The satire of the community

We need a critical and nuanced perspective on communities, including on their failures. It is then useful to employ the fourth of the classical literary genres, the “satire.” We do not have to like what we see, nor must we be quiet about what we do not like. We also should be self-critical about how we argue about things. We must be wary about what we say and how we say it, and remember that words may do more than describe; they can also be actions, as J.L Austin noted.

We must also explore the multiple discourses regarding the commons and the community. It can still be useful to play the Devil’s advocate, as the satirist would do. This was always my own approach to co-management. I am supportive of basic principles but choose to be critical of particular solutions. With co-management, things that can go wrong without thorough planning. The Devil is in the detailed designs and practices, not in the principles where God resides.

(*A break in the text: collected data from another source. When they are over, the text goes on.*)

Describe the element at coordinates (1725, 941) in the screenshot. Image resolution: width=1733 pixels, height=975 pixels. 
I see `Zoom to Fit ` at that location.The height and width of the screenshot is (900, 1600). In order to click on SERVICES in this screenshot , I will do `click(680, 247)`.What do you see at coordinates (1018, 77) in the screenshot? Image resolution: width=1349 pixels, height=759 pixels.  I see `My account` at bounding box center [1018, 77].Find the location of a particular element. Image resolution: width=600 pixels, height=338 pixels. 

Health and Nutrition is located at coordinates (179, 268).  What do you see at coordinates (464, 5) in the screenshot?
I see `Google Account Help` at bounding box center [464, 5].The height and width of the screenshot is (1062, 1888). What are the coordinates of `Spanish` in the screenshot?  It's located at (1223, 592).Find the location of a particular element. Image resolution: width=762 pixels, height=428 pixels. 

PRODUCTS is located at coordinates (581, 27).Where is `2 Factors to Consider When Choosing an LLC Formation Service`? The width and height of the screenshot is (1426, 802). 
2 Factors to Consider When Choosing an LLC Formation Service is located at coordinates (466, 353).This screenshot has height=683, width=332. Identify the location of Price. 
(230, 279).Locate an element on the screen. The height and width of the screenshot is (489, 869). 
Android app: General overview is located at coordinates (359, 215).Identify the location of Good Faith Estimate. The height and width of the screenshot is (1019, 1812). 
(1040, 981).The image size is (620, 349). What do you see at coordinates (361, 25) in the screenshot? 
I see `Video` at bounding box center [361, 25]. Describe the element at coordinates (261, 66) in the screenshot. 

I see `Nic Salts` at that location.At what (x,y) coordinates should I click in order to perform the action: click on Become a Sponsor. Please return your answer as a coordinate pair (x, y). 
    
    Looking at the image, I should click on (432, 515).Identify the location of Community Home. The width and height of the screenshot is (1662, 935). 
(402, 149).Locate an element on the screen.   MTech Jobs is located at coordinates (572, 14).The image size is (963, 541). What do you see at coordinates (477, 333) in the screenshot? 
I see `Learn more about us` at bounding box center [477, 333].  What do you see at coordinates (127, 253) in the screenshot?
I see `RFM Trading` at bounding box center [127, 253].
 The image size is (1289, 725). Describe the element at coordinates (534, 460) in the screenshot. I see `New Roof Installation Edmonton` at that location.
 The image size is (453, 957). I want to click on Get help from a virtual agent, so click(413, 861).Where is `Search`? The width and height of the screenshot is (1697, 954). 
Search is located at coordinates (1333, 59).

There are many ways of looking at fisheries communities and their commons. The doom and gloom of the tragedy is not their only prospect, as the different literary genres suggest. Criticism may leave a question of “so what?” We should not expect that other people have the answer to the questions we raise. Criticism is constructive if it points towards solutions, as when we shift metaphor from the tragedy to the comedy or the romance of the commons. This would allow us to see the potential of community and collective action, which are absent in Hardin’s narrative.

Notably, communities are rarely idyllic and harmonious, but have inbuilt contradictions, inequities, and “idiocies” (of rural life), as Marx called it in the Communist Manifesto. If we forget to be critical, including of our own perspectives and solutions, we do not do our job, and may be rightfully labelled naïve romantics. Metaphors and literary genres are just ways of looking at, thinking and talking about reality, not reality itself. Our work should be of help to those who struggle for justice. Foucault (2003) argued that our work “should be an instrument for those who fight, who resist and refuse… It doesn’t have to lay down the law for the law… It is a challenge to what is.”Footnote 4

Still, I believe we are more effective if our criticism provides ideas about how things can be different, when we show that there are alternatives to the current order. We are not in the business of advocating panaceas, but we still have obligations to those who have legitimate expectations with regard to our contribution, like small-scale fishing people, showing them that things do not have to be the way they are—that there is nothing natural about the social systems that hold them down. Shifting metaphors can then be useful as a start.